John Dillon MRIA, philosopher
Professor Dillon, although by training a Classical scholar rather than a philosopher, focuses his research interests on the philosophy of Plato and the development of the Platonic tradition.
2025 marks twenty years since the RIA and the Higher Education Authority established the Gold Medals to acclaim Ireland’s foremost thinkers in the humanities, social sciences, and across the fields of science. The Gold Medals have become the ultimate accolade in scholarly achievement in Ireland. Since 2005, 34 medals have been awarded. In recognition of this important milestone, past RIA Gold Medals recipients have contributed blogs focusing on their research to our Members’ Research Series.
I have been gradually pursuing the phenomenon of Platonism back to its roots…. meditating on the process by which Plato’s rather open-ended philosophizing solidified, over the centuries, into a fairly rigid scholastic structure.
John Dillon MRIA, Regius Professor of Greek (Emeritus), Trinity College Dublin. He was awarded the RIA Gold Medal in the Humanities in 2005.
I am by training a Classical scholar rather than a philosopher, so that my area of expertise might be reckoned as belonging more to the history of ideas than to philosophy proper. I have also taken an interest in, and down the years written a number of articles on, the role and status of the philosopher in ancient Greco-Roman society, and on other aspects of Classical antiquity.

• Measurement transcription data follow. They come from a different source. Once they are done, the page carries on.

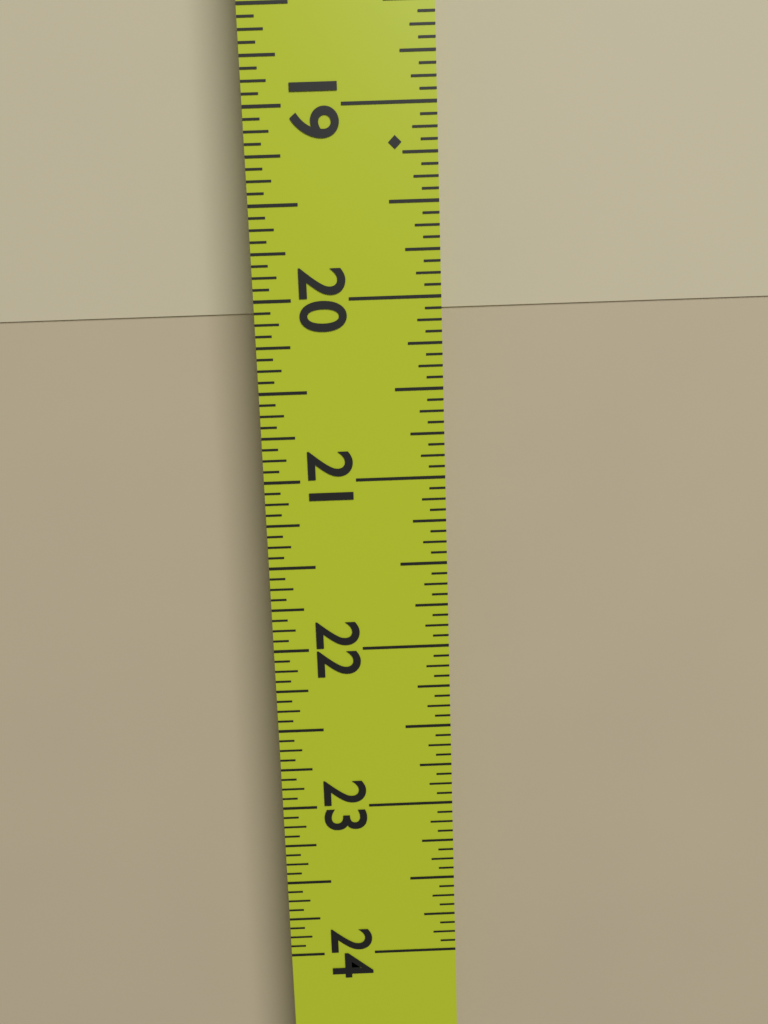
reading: 20.0625 in
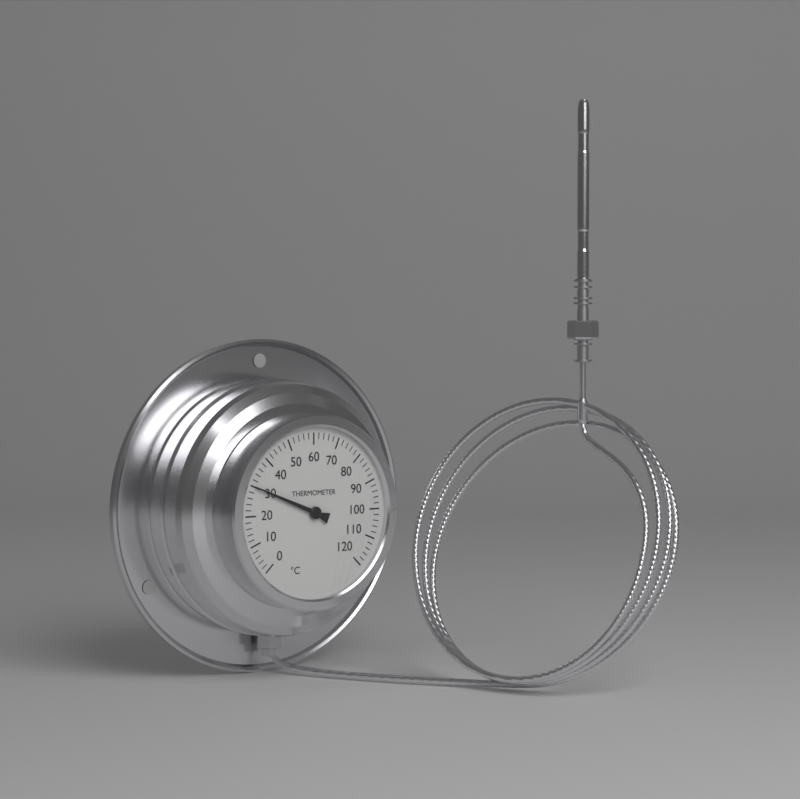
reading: 30 °C
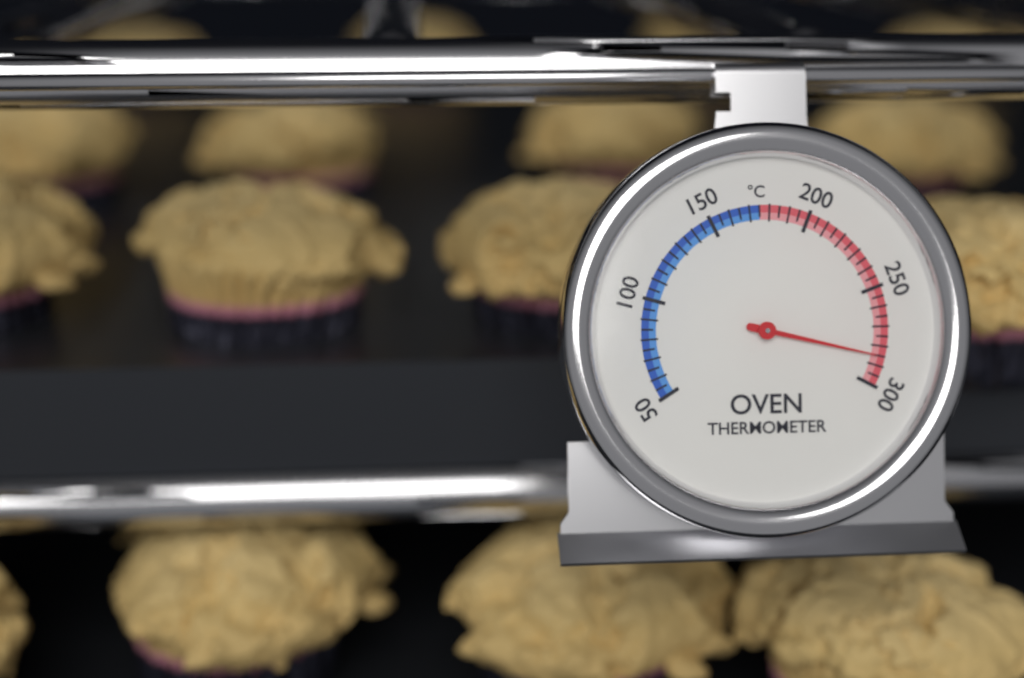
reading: 285 °C
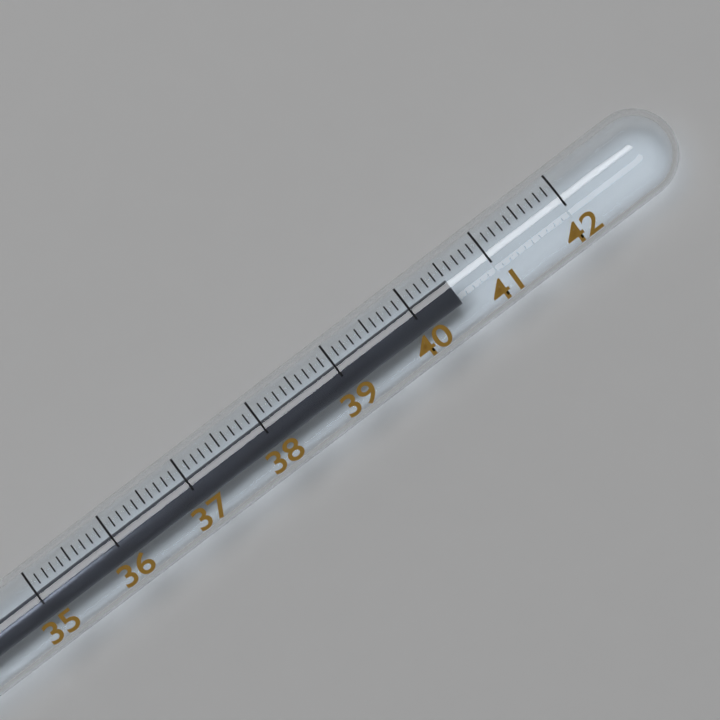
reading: 40.5 (no unit)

For my doctorate at the University of California, Berkeley, I turned my attention to an obscure and much-maligned Neoplatonist philosopher, the Syrian Iamblichus of Chalcis, and produced an edition of the fragments of his Platonic commentaries, which was published by Brill in 1973. Over the years, with the co-operation of colleagues, I produced editions of various of his other works: On the Pythagorean way of life, with Jackson Hershbell (SBL, 1991); De anima, with John Finamore (Brill, 2002); De mysteriis, with Emma Clarke and Jackson Hershbell (Brill, 2004); and Iamblichus of Chalcis: the letters, with Wolfgang Polleichner (SBL, 2009).
My chief area of research is in the philosophy of Plato and the development of the Platonic tradition of philosophy, extending from his immediate successors in the so-called ‘Old Academy’, through the period of ‘Middle Platonism’, dating from around 80 bc to ad 240, to the ‘Neoplatonic’ period and beyond, into the Middle Ages and Renaissance. My study titled The heirs of Plato (OUP, 2003) deals with the ‘Old Academy’, and I have also published The Middle Platonists (Duckworth, 1977; 2nd edn 1996).
Over the years, I have also developed a great interest in the Jewish philosopher Philo of Alexandria (c. 25 bc–ad 50), who was much influenced by Platonism, and on whom I have written two books: Two treatises of Philo of Alexandria (with David Winston; Brown University, 1983), and Philo of Alexandria: on the life of Abraham (with Ellen Birnbaum; Brill 2019), as well as in the Christian philosopher Origen of Alexandria (fl. c. ad 220). A selection of my articles has been published in three volumes by Ashgate Publishing (The golden chain, 1990; The great tradition, 1997; and The Platonic heritage, 2012).
It will be noted, from the chronological order of the works listed above, that I have actually moved backwards through the Platonic tradition in my choice of topics, and this reflects the fact that I have been gradually pursuing the phenomenon of Platonism back to its roots, trying to throw light on the more obscure parts of that tradition, and in general meditating on the process by which Plato’s rather open-ended philosophising solidified, over the centuries, into a fairly rigid scholastic structure. Indeed, I have made that question the subject of my most recent book, The roots of Platonism (CUP, 2019). I argued in The heirs of Plato that the development of Platonism as a philosophical system might be most plausibly credited to Xenocrates, the third head of the Academy after Plato, in the late fourth century bc, but was subject to modification in later ages by the assimilation of aspects of both Aristotelian and Stoic philosophy, and I would still stand over that.